This past week, our nation was rocked by hatred three times. The first was when a Kentucky man murdered two people of color. The second was when a Florida man mailed bombs to two ex-Presidents, members of Congress, and other public figures. The third – and most deadly – was when a Pennsylvania man entered a synagogue on the Sabbath and murdered eleven people in cold blood.
Our hearts go out to the victims, their families, and their friends. They need our love and support as much as they need our sympathy. And we can’t help but question why three men were so filled with hatred, and so convinced that their actions would not be condemned by all reasonable men and women throughout the world – no matter how they tried to justify them on the basis of some perceived historical injustice.
What they did was just wrong. And evil.
For far too long, it was easy for people to say that men like this just had to be “crazy” or “mentally ill.” But we know today – more clearly than ever before – that this is not the case.
Hatred is not borne from serious mental illness. It may be triggered by the experiences people have had and the unresolved grievances they may have held for many years, but this is not depression. It isn’t bipolar disorder. It isn’t schizophrenia.
It’s something else.
And that horrifying something else can have devastating consequences if we don’t try to recognize it, don’t try to understand it, and don’t try to change it.
We need to start by focusing on the victims. We need to reach out to them with more than thoughts and prayers. We need to reach out to them with actions that show that we value them, love them, and will protect them. Not by arming more people, but by facing up to our responsibility to change the environment in which we live so that people will not feel a need to be armed to protect themselves. Because when they do, we have failed.
We need to recognize that the victims, their families, their friends, and their communities are suffering a trauma that will change their lives forever. We need to address that trauma, for the sake of their mental health and ours.
And then we need to turn our attention to the perpetrators. We need to understand why they feel as they do, and act as they do. We need to do this not to coddle them or excuse their actions, because they do deserve whatever fate comes their way. We need to do this so that we can prevent more of these haters from being born, by fixing whatever it was that birthed this hatred in the first place.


## WHAT THE TASK ASKS
Word for word, repeat the data; no picture should appear in the result.
◇ ◇ ◇ ◇
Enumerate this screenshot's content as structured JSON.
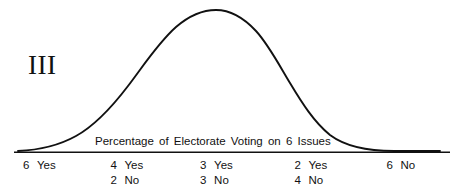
{
  "figure": {
    "numeral": "III",
    "axis_caption": "Percentage of Electorate Voting on 6 Issues",
    "line_color": "#111111",
    "axis_color": "#111111",
    "background_color": "#ffffff"
  },
  "ticks": [
    {
      "position_pct": 5.0,
      "lines": [
        {
          "count": "6",
          "word": "Yes"
        }
      ]
    },
    {
      "position_pct": 24.0,
      "lines": [
        {
          "count": "4",
          "word": "Yes"
        },
        {
          "count": "2",
          "word": "No"
        }
      ]
    },
    {
      "position_pct": 43.5,
      "lines": [
        {
          "count": "3",
          "word": "Yes"
        },
        {
          "count": "3",
          "word": "No"
        }
      ]
    },
    {
      "position_pct": 64.0,
      "lines": [
        {
          "count": "2",
          "word": "Yes"
        },
        {
          "count": "4",
          "word": "No"
        }
      ]
    },
    {
      "position_pct": 84.0,
      "lines": [
        {
          "count": "6",
          "word": "No"
        }
      ]
    }
  ],
  "chart_data": {
    "type": "line",
    "title": "",
    "subtitle": "",
    "xlabel": "Percentage of Electorate Voting on 6 Issues",
    "ylabel": "",
    "grid": false,
    "legend": "none",
    "annotations": [
      "III"
    ],
    "xtick_labels": [
      "6 Yes",
      "4 Yes / 2 No",
      "3 Yes / 3 No",
      "2 Yes / 4 No",
      "6 No"
    ],
    "xtick_positions": [
      0,
      1,
      2,
      3,
      4
    ],
    "x": [
      0,
      0.25,
      0.5,
      0.75,
      1,
      1.25,
      1.5,
      1.75,
      2,
      2.25,
      2.5,
      2.75,
      3,
      3.25,
      3.5,
      3.75,
      4
    ],
    "values": [
      0.0,
      0.02,
      0.06,
      0.14,
      0.3,
      0.52,
      0.75,
      0.93,
      1.0,
      0.95,
      0.78,
      0.55,
      0.33,
      0.17,
      0.07,
      0.02,
      0.0
    ],
    "ylim": [
      0,
      1.05
    ]
  }
}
◇ ◇ ◇ ◇
## EXERCISE ANSWER
Enumerate this screenshot's content as structured JSON.
{
  "figure": {
    "numeral": "III",
    "axis_caption": "Percentage of Electorate Voting on 6 Issues",
    "line_color": "#111111",
    "axis_color": "#111111",
    "background_color": "#ffffff"
  },
  "ticks": [
    {
      "position_pct": 5.0,
      "lines": [
        {
          "count": "6",
          "word": "Yes"
        }
      ]
    },
    {
      "position_pct": 24.0,
      "lines": [
        {
          "count": "4",
          "word": "Yes"
        },
        {
          "count": "2",
          "word": "No"
        }
      ]
    },
    {
      "position_pct": 43.5,
      "lines": [
        {
          "count": "3",
          "word": "Yes"
        },
        {
          "count": "3",
          "word": "No"
        }
      ]
    },
    {
      "position_pct": 64.0,
      "lines": [
        {
          "count": "2",
          "word": "Yes"
        },
        {
          "count": "4",
          "word": "No"
        }
      ]
    },
    {
      "position_pct": 84.0,
      "lines": [
        {
          "count": "6",
          "word": "No"
        }
      ]
    }
  ],
  "chart_data": {
    "type": "line",
    "title": "",
    "subtitle": "",
    "xlabel": "Percentage of Electorate Voting on 6 Issues",
    "ylabel": "",
    "grid": false,
    "legend": "none",
    "annotations": [
      "III"
    ],
    "xtick_labels": [
      "6 Yes",
      "4 Yes / 2 No",
      "3 Yes / 3 No",
      "2 Yes / 4 No",
      "6 No"
    ],
    "xtick_positions": [
      0,
      1,
      2,
      3,
      4
    ],
    "x": [
      0,
      0.25,
      0.5,
      0.75,
      1,
      1.25,
      1.5,
      1.75,
      2,
      2.25,
      2.5,
      2.75,
      3,
      3.25,
      3.5,
      3.75,
      4
    ],
    "values": [
      0.0,
      0.02,
      0.06,
      0.14,
      0.3,
      0.52,
      0.75,
      0.93,
      1.0,
      0.95,
      0.78,
      0.55,
      0.33,
      0.17,
      0.07,
      0.02,
      0.0
    ],
    "ylim": [
      0,
      1.05
    ]
  }
}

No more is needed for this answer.